I mean, I'm using my laptop now as I MN.

Then everyone who goes to University, or studies anything later in life.

I'd say it was more surprising to find people or working age who never use a keyboard

I volunteer with a charity and take the minutes for various meetings. We communicate via WhatsApp and many (too many) emails.

I prefer to use a laptop for MN as well.

RampantIvy · 31/08/2025 21:26

menopausalmare · 31/08/2025 21:21

I'm really disappointed that more of you don't appreciate the importance of biology, (my subject).
Health and disease, fitness and exercise, how your body works, reproduction, sex, pregnancy and birth, food hygiene, vaccinations, recent stem cell developments, the environment and ecology. You may not use it for your jobs but we all need a decent understanding of the living world.

😁
I have DD for that.

hauntedcow · 31/08/2025 21:26

Maths for me. Although I do remember teachers saying we would need to be able to do mental arithmetic as we wouldn’t always have a calculator in our pocket…. How times have changed.

I actually learnt more about grammar when I briefly worked in a primary school than I did when I was a pupil at school myself.

TheaBrandt1 · 31/08/2025 21:26

Touch typing and law degree.

Goinghome25 · 31/08/2025 21:29

Art
Reading
Touch typing
Swimming

Testerical · 31/08/2025 21:31

Maths - I didn’t pursue a maths-based job initially but a good grounding in maths and logic/ principles of computational thinking has given me so many career opportunities later in life. For enjoyment, English and Music and languages - but that’s not one subject so I’m cheating.

Tezza1 · 31/08/2025 21:35

Ancient History

Needmorelego · 31/08/2025 21:36

CarpetKnees · 31/08/2025 21:18

Many jobs involve writing up notes or reports and all sorts of other things where 'office work' isn't seen as been a big part of the job.

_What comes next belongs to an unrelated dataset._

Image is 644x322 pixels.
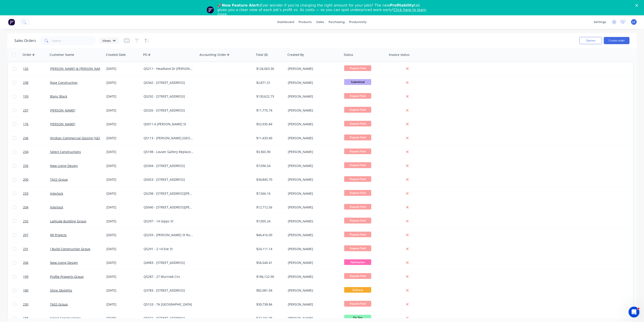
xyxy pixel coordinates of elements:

Many, many people also volunteer or take part in hobbies or activities when things are written up AGMs are held, grant applications need to be completed.

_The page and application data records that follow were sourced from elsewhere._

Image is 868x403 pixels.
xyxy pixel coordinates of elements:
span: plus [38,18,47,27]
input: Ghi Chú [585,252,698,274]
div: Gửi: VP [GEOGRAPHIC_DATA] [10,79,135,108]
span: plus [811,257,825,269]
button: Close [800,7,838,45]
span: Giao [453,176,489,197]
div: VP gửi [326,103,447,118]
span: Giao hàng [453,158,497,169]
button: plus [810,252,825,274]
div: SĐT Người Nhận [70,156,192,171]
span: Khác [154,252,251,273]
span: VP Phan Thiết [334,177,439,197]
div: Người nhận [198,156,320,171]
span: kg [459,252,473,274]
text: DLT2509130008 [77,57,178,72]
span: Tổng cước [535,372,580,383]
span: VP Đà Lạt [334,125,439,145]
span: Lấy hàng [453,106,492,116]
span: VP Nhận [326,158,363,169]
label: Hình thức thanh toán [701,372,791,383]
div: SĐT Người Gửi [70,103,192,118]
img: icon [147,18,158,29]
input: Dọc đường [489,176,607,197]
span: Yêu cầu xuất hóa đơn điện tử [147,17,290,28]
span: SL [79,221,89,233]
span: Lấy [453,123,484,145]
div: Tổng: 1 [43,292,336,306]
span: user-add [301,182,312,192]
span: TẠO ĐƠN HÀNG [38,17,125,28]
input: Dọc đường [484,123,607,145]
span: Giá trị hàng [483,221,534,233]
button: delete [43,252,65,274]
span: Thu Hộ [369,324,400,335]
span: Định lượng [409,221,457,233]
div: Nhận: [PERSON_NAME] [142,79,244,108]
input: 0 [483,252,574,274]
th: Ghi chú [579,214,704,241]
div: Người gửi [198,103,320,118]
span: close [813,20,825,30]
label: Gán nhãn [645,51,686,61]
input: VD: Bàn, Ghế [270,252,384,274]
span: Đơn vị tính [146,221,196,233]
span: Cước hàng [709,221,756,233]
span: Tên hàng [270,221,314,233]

Don't you ever write to companies - more generally now by e-mail rather than printing out as a letter.

I mean, I'm using my laptop now as I MN.

Then everyone who goes to University, or studies anything later in life.

I'd say it was more surprising to find people or working age who never use a keyboard

Any emails etc I write I just do on my phone with one finger 😂
I had a laptop but rarely used it.
Luckily I rarely need to write (type) much that involves a high amount of words so the need to touch type has passed me by.
(everything had to be handwritten in my school days)

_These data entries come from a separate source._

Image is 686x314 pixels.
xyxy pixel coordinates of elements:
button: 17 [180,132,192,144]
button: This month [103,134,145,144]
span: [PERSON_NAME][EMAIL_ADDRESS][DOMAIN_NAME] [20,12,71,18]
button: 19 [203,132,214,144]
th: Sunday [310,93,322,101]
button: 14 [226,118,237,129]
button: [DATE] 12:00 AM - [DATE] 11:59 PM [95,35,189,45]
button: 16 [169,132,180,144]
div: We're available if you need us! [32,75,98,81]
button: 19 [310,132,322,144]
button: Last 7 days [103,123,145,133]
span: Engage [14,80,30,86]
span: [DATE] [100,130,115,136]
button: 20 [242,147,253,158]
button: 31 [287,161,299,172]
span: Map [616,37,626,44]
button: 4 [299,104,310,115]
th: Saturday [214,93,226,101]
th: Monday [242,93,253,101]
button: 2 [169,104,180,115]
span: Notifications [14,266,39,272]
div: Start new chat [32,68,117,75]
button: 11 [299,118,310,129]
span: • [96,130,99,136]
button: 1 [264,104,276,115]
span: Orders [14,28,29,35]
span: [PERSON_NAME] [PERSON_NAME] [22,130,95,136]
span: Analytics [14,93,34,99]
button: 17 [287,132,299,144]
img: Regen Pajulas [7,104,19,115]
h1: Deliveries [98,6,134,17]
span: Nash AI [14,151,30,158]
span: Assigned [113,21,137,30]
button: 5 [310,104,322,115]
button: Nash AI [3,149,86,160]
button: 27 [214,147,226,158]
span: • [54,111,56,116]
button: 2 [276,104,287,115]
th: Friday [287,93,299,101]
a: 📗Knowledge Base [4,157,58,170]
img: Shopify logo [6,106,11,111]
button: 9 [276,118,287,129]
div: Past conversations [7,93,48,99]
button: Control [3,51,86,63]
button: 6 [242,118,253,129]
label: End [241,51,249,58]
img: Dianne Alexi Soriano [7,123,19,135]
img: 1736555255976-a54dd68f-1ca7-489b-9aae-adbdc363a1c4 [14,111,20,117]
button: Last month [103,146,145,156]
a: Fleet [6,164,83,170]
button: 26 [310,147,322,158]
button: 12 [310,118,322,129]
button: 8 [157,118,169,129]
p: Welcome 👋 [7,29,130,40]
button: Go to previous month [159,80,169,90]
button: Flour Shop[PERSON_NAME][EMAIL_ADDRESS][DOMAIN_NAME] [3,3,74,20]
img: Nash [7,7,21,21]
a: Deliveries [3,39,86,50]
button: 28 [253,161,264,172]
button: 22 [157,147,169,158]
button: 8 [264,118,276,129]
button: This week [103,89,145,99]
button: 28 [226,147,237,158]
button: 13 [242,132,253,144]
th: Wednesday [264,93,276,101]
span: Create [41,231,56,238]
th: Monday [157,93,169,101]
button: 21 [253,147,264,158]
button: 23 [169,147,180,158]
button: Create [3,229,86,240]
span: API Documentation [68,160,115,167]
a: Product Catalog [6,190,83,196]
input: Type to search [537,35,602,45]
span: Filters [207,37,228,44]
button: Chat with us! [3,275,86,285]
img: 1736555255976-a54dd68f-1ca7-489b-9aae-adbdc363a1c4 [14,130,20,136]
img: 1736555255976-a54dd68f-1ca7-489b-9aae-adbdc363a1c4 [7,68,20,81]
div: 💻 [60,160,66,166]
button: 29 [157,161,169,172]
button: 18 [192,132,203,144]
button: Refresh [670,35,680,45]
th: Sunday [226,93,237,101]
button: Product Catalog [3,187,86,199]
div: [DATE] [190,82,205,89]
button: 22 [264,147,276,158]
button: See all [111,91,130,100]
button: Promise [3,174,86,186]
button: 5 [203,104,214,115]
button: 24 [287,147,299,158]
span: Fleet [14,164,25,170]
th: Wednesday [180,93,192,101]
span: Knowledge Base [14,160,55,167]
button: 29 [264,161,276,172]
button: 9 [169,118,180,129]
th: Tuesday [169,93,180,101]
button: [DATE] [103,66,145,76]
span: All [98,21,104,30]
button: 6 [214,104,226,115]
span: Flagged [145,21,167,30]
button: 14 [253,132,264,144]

mumofoneAloneandwell · 31/08/2025 21:36

English lit, history and sociology 😭😭

My a levels

Anjo2011 · 31/08/2025 21:37

English

PadamPadamPDoom · 31/08/2025 21:38

While I certainly appreciate the importance of biology I didn’t get the useful parts of my knowledge from school.

Because of my parents’ professions we had textbooks and weekly / monthly magazine subscriptions concerning both physical and mental health - and as an avid reader I was reading these from infant school age. Then I learned a fair bit of quite specific stuff from Jackie, and Cosmopolitan. And in adult life I don’t think a day’s gone by when I haven’t read at least two broadsheet newspaper articles on health, or listened to a radio article on medical science. And my GPs surgery and local health authority are very keen for me to be constantly informed of what I should be doing next, so as not to become a burden on the NHS and the State.

Set beside all that, the dry theory on plants that is all I recall from school Biology was really a very neglible part of my body of knowledge.